Heineman starts to look into possible suspects, including the local pervert Pocket (Peter Scranton), a man named because the girls notice he has a hole cut in the pocket of his pants. Some of the other girls, believing that Pocket is the killer and that the cops don’t care about them, because they’re viewed as sex workers, beat the crap out of him, only for Heineman to discover that Pocket is actually missing a hand and thus couldn’t be the killer. Cody’s superiors find out that she’s still undercover and order her to quit, but she continues behind their backs, hoping to defend the other girls. Cody and Heineman eventually bang, because of course they do, and then they fight, because of course they do. Cody eventually meets Roxanne’s brother, Eric, and, suspicious, searches his place. She discovers that Eric has killed Roxanne (who was going to run off with Angel) and has been taking her place, including stripping using a pair of latex breasts. He chases her with a gun and eventually ends up back at the club where Eric starts shooting people randomly. Eventually, Cody covers him in gasoline and he burns to death when he shoots her. Heineman arrives and saves Cody from the fire and they probably bang again after the credits. 

This guy is basically useless to Cody, so I assume they break up after.

END SUMMARY

Last year I reviewed Ida Lupino’s movie The Hitchhiker. It’s a pretty timid horror film to the modern audience, but at the time it came out it was pretty unique. Part of that uniqueness is that it was the first film noir directed by a woman. While that film only had male characters, it still had an approach exploring the emotions and lives of the characters that didn’t happen much in films back then. In 1982, Amy Holden Jones and Rita Mae Brown came up with a low-budget film called Slumber Party Massacre under the Pope of Pop Cinema himself, Roger Corman. That movie came off like a less-scary Halloween, but it’s gained a cult following because, unlike most horror movies, the victims all came off as real people. What I’m saying is, women-directed scary movies, while they were rare back then (and now, honestly), tended to have a different approach to character development that set them apart. This movie takes that up a notch by treating strippers as actual people, something that I think even modern cinema is hesitant to do.

A progressive film.

While it’s pretty clear that the massive number of strip routines that feature in this movie, often intercut with other scenes, were probably one of the selling points to producer Roger Corman (yeah, same guy), they are actually treated as empowering, expressive, and artistic. It’s clear that Writer-Director Katt Shea (who would later make the film Poison Ivy), really considered strippers not just to be people, but talented performers. That stands in direct contrast to most ’80s horror. While the scenes are still done in a way that clearly cater towards getting men to fork over their paychecks, they’re damned impressive physically, particularly when we get to compare it to some of Cody’s original, very clumsy routines. 

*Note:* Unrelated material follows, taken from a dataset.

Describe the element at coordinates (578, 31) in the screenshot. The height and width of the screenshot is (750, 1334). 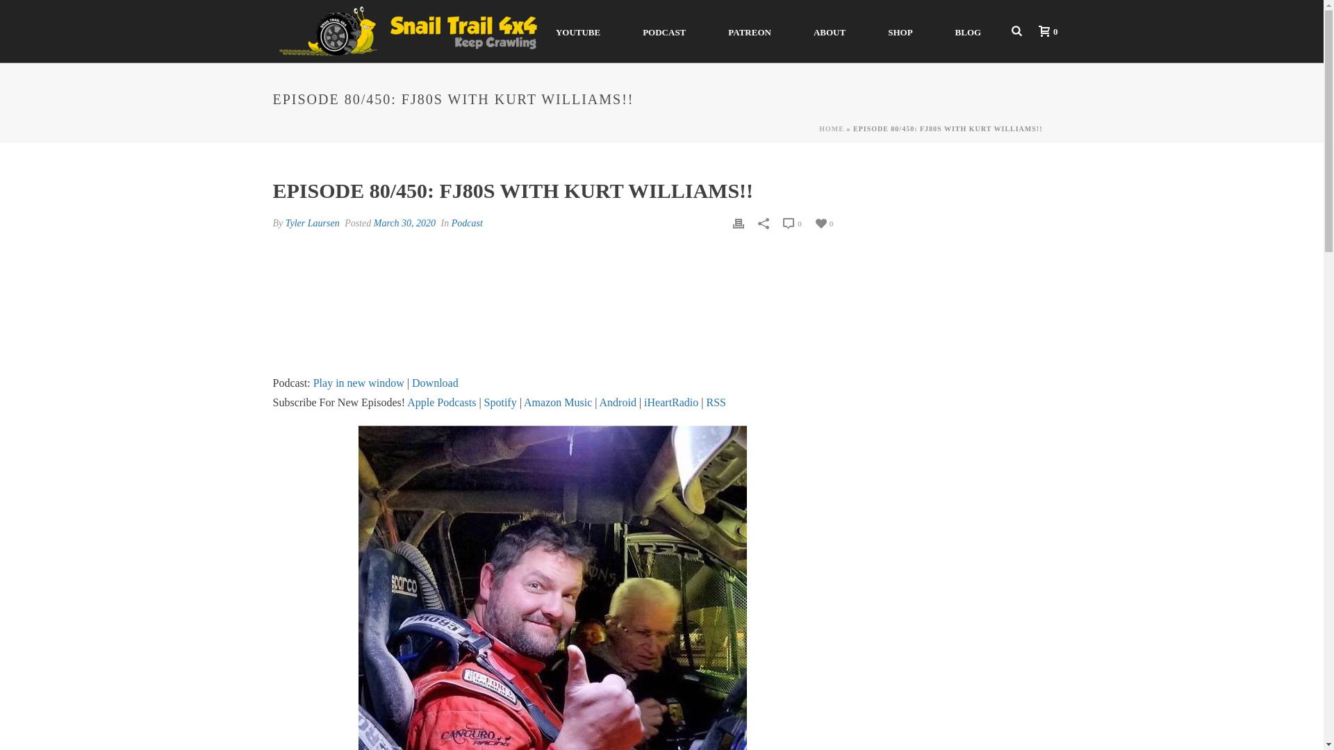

She’s good at acting uncomfortable.

I’m not going to say that the actual acting or plot of this movie is great. The performances are often very flat and, while the twist ending doesn’t come out of nowhere, the fact that so much of this movie is occupied by strip routines does mean that there is not a lot of story. The character development between Cody and the other girls at the club is great and believable, while most of her interactions with Heineman are not. However, this movie is, at least, something different for the time period and it worked towards humanizing a group that most movies considered expendable. That’s something to be respected and I do recommend watching it for that reason.

Although, minus points for the trans person being a psycho killer, I guess.

Overall, if you don’t appreciate the feminism, you’ll appreciate the boobs, so… something for everyone?